Our collective desire to save nature was, we admit, the result of hours poring over old maps of our region, agonising at what we had lost but also shamelessly dreaming over what could be. 20pc is the "magic number" most metrics of life needs to thrive and be abundant in our hard-working landscapes – but how do we get there?

Here is a carbon-storing, life-giving, cost-nothing answer which would return about 6pc to nature overnight – just by farming a little bit less.

%image(14445998, type="article-full", alt="The hedges and field boundaries of a typical East Anglian farm in 1945")

These images show a typical East Anglian farm in 1945 and then again in present day after the removal of internal hedgerows. The biodiversity and carbon store net loss (B&CNL) unwittingly caused by the removal of hedgerows - especially between the 1960s and 1992 when this was finally banned - shows this average farm of 136ha lost 7ha of vital space for nature and 250 tonnes of carbon storage.

%image(14445999, type="article-full", alt="The same East Anglian farm in 2021, with many hedgerows removed")

The shifting baseline, or shifting perception, of what is "normal" is important. Hecgs or fences which evolved into hedges may be where nature clung to life in our farmed landscapes but they were never planted with nature in mind; so much that they have become treasured, and rightly so. Alone they are simply not enough especially when they are over-managed or expect to provide a warm embrace for nature around a 100-acre field.

This is a typical story across England where around 50pc or 400,000km of hedgerow were removed between 1945 and 1992.

%image(14446000, type="article-full", alt="WildEast's vision of how the farm could look in the future, with a network of nature-rich "Wild Edges"")

The final image is a glimpse of how the same farm might regain B&CNG, its carbon store and biodiversity simply by allowing the boundary hedges that remain to balloon out into what WildEast calls Wild Edges.

Farms could do this voluntarily as part of their "debt to nature", but they might also qualify for ELMS (the government's new Environmental Land Management Scheme) or the emergent carbon and biodiversity trading sector. But, either way, its free - it just needs farmers to stop farming a few metres either side of their hedge.

It’s a complete reversal of 50 years of creeping closer and closer to field boundaries. The planet-saving trick now is to creep out into the field - saving time, saving money, storing and saving carbon and saving nature.

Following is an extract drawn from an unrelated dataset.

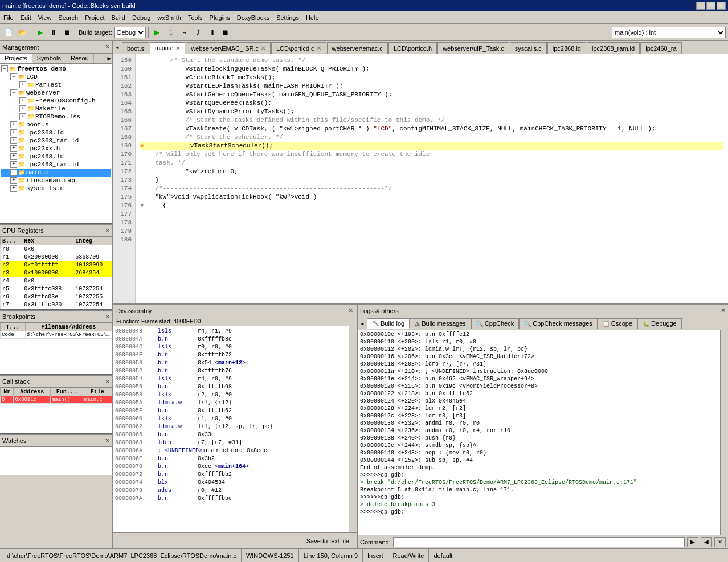 This screenshot has width=728, height=562. Describe the element at coordinates (529, 48) in the screenshot. I see `editor-tab: syscalls.c` at that location.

It is a mark of our profound confidence in our total mastery of our environment that now allows the progressive among us to stand back and let nature, in all her fecund chaos, take the lead as we finally accept she knows best.

The final two images really speak to the very essence of WildEast – a "human nature recovery network" powered initially by the Map of Dreams, an expression of our collective will to save nature but, more than that, how powerful we become together. WildEast is truly more than the sum of its parts.

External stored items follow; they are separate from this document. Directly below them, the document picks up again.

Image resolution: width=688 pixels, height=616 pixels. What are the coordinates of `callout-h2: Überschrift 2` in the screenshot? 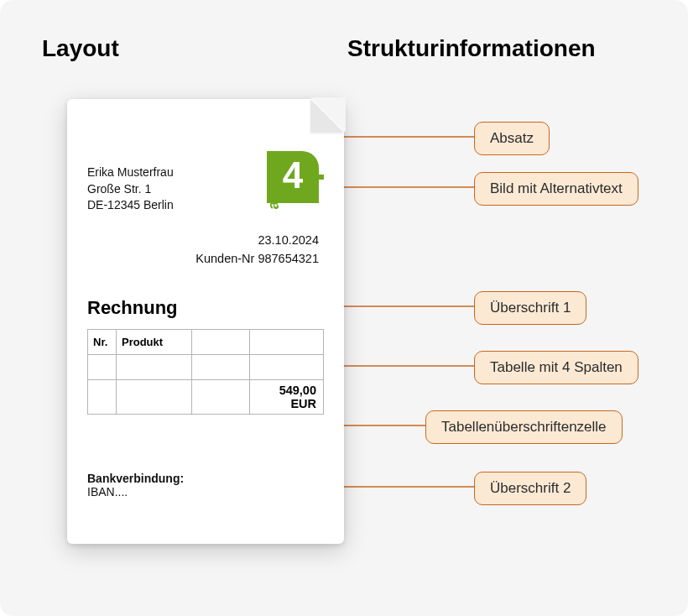 It's located at (530, 488).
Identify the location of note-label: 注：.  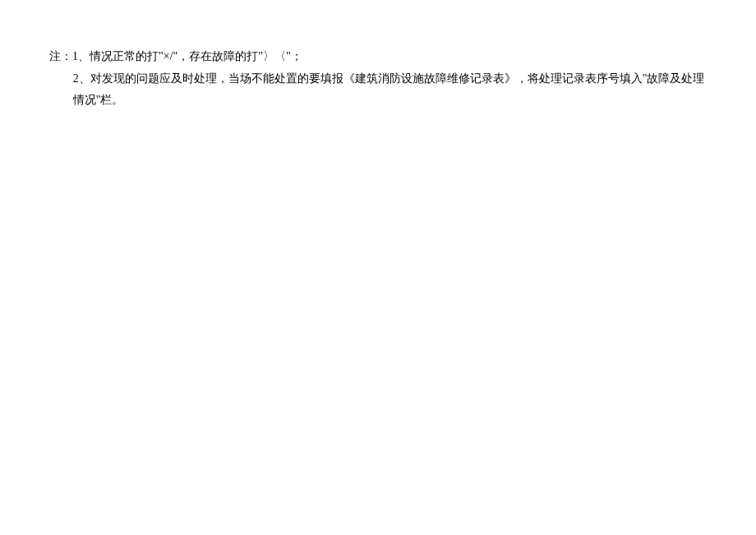
(61, 58).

Much of the restoration on this 136Ha farm, in isolation, represents exactly what the problem with nature recovery has been for the last few decades. Little islands of conservation pumping nature into acres of overwhelmingly hostile terrain so populations cannot recover and remain at risk.

But what if we all took a stake in nature recovery? Linking arms, linking farms, railway and bus stations, schools and council pitches – these give real human-powered nature recovery networks and gets us towards the magic number 20pc.

If we farmers all allowed our hecgs and hedges to become Wild Edges (Wedges) of an average of 10m wide, we would already have contributed 6pc to nature and, moreover, where it is needed – wild corridors pulsating with life like arteries of oxygenated blood coursing around our bodies. It is quite literally planet-saving, and it means we can all truly live and work in one of the world’s great restored landscapes – WildEast country.